A favorite occupation was the making of gardens; and then there was a hunt for the prettiest mosses, the tiniest, brightest pebbles and the most tree-like twigs. Then a place was marked out on the side of the smooth sandy path and usually near a bench where would be sitting our bonnes or whoever was taking care of us. Paths were traced and bordered with the pebbles; smooth lawns made of the velvety moss, and small branches stuck in for trees; while miniature flower-beds were made and filled with the smallest flowers to be found.
These gardens were often very pretty and much ingenuity could be displayed in laying them out. We sometimes made them in some secluded spot hoping to find them again the next day; but we never did, for Paris is the neatest city in the world and the Bois de Boulogne receives its share of cleaning and garnishing every day in the year.
There is nothing "snubby" or ungracious about French children, and I remember how many a time we helped poor peasant children pick up stray bits of wood to make their fagots, or invited them to share our fun.
One day we saw a crowd of these children carrying baskets filled with acacia-blossoms which they said were to be made into fritters!
We found that a large acacia-tree, laden with the snowy fragrant clusters, had been cut down and the people were plucking as much of the booty as they could carry away with them. We followed their example and that evening we had the addition of some delicious fritters to our dinner. The grape-like clusters had been dipped into a light batter, fried and sprinkled with sugar; truly they made a dish fit for a king.
Happy hours were those spent in the dear old Bois de Boulogne and if any of you girls and boys who read this ever go there, may you have as happy ones!
VII.
AN ARAB DINNER-PARTY.
ONE hot day towards the close of April, when the air fairly danced between the red sun and the reflected glare of the sand, our dahabeeah, the Lohengrin, was drifting with the current down the Negadeh reach of the Nile, in Upper Egypt. On each shore a rampart of bleak desert hills reared their craggy fronts, pouring from their gorges deep wind-silted shoots of sand which here and there swept over the narrow river-margin of fertile field and date grove. Few were the villages that we passed, and those that could be seen nestled under their canopy of palms, as if seeking refuge from the fierce sun. Their dusty streets appeared untenanted save for the ever-wheeling flights of pigeons, and the inevitable dogs, and everything had shunned the track of the chariot of the Egyptian sun-god, Ra. Everything but the birds, which—glorying in the heat of the noontide—were abroad on their bright eastern wings in endless numbers by "field and flood." Indeed many of the mud-flats, left in mid-stream by the subsidence of the waters, seemed alive with the noise and movement of feathered habitants, chattering in a thousand different tones—pompous old pelicans snapping their absurd bills in contemptuous disapproval of some silly water-gull's proposition; tall storks and cranes spoiling their dignity of blue-plumed head and neck by standing on one leg with the superfluous one tucked carefully out of the way; surly vultures fanning their wings in the hot sun, and stretching their ugly heads in gorged laziness; ragged kites swooping amongst a motley crowd of ravens; quarreling hawks and eagles, fastidious siksaks, terns, and coots running backwards and forwards over the dry mud, and wondering at the calm of ducks and geese who preferred standing stationary in the shallows, whence they in their turn could quack scorn of the spasmodic energy of the terns and their frantic brethren.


### Task to carry out
Leaving out every picture, please repeat exactly the line that contains "Find the location of a particular element." and each line after it through the final line below.

### Dataset records
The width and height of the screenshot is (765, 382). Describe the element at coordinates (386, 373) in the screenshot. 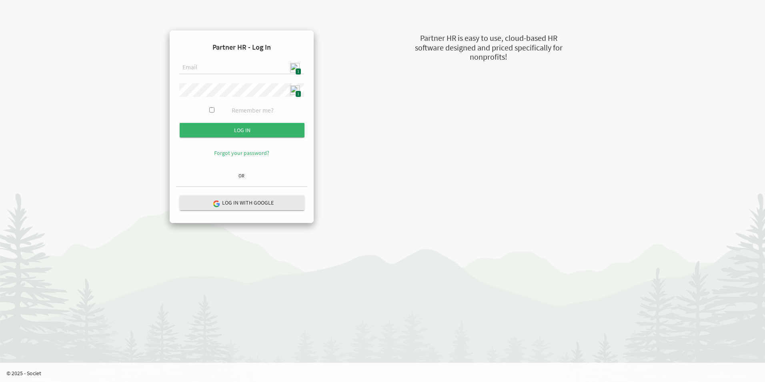

I see `p: © 2025 - Societ` at that location.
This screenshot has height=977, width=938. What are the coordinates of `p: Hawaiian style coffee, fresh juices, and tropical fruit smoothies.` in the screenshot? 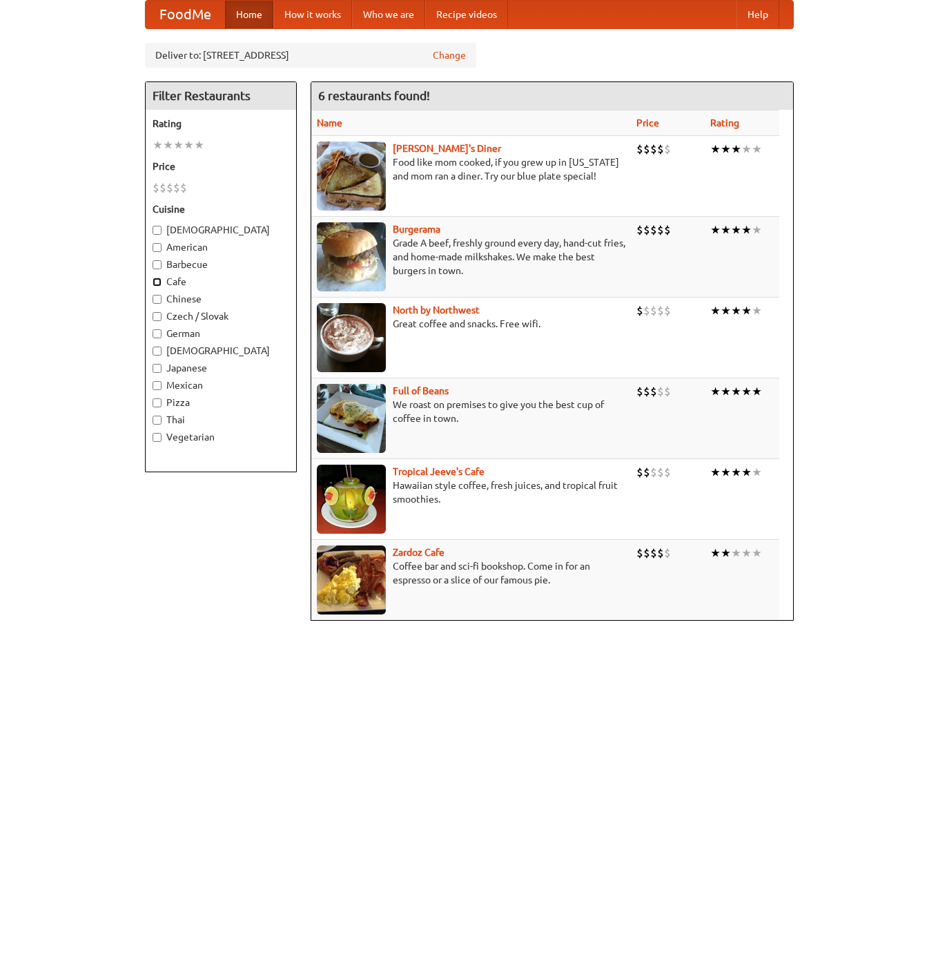 It's located at (471, 492).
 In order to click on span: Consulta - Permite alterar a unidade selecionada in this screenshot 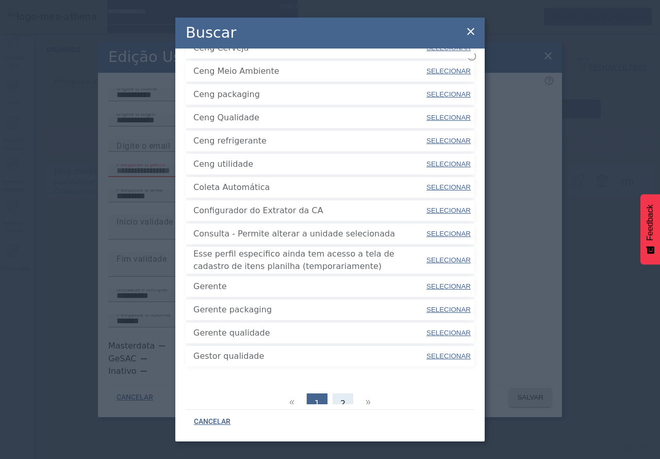, I will do `click(310, 234)`.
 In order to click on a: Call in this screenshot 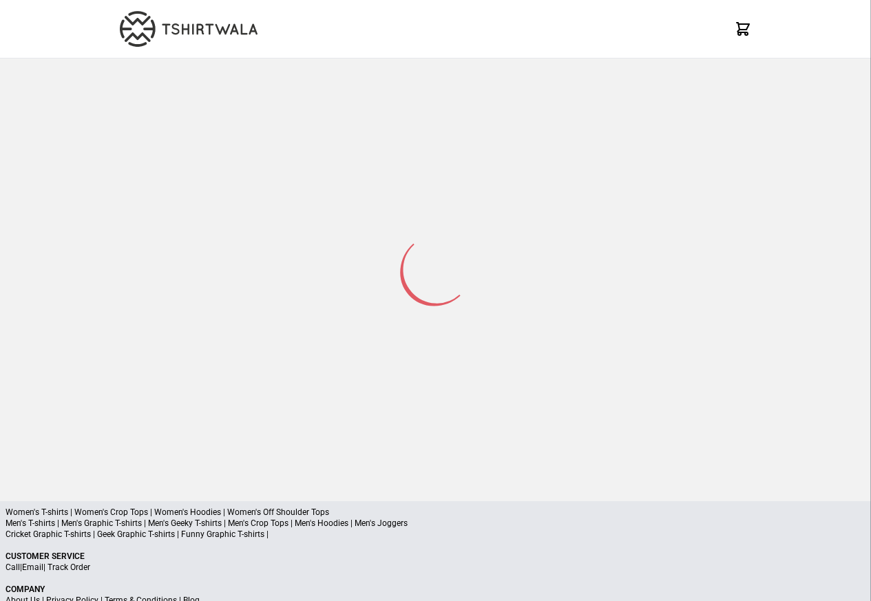, I will do `click(12, 568)`.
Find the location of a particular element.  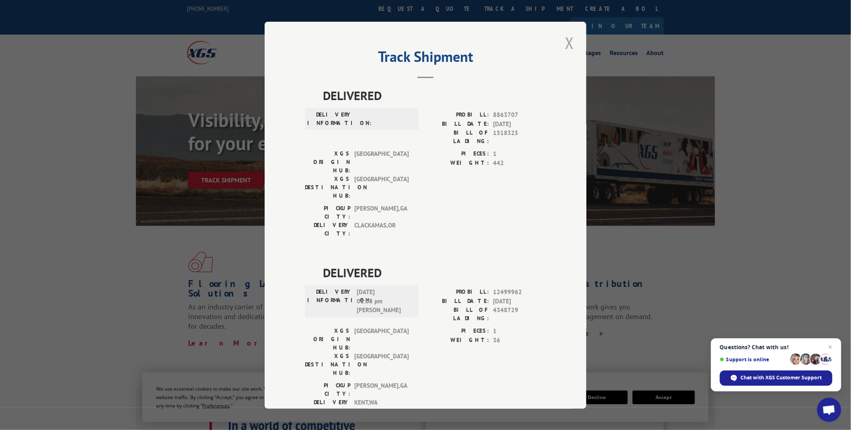

span: 442 is located at coordinates (520, 163).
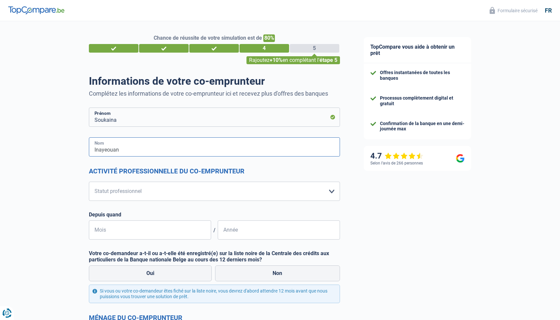  Describe the element at coordinates (293, 60) in the screenshot. I see `div: Rajoutez en complétant l'` at that location.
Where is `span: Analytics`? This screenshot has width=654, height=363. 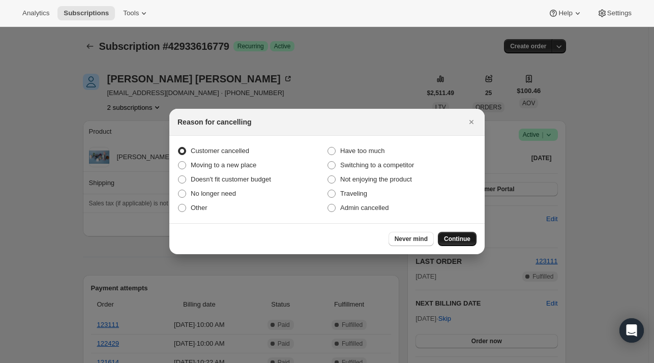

### Solved exercise
Find the location of a particular element.  

span: 442 is located at coordinates (520, 163).
  Describe the element at coordinates (293, 60) in the screenshot. I see `div: Rajoutez en complétant l'` at that location.
Where is `span: Analytics`? This screenshot has width=654, height=363. 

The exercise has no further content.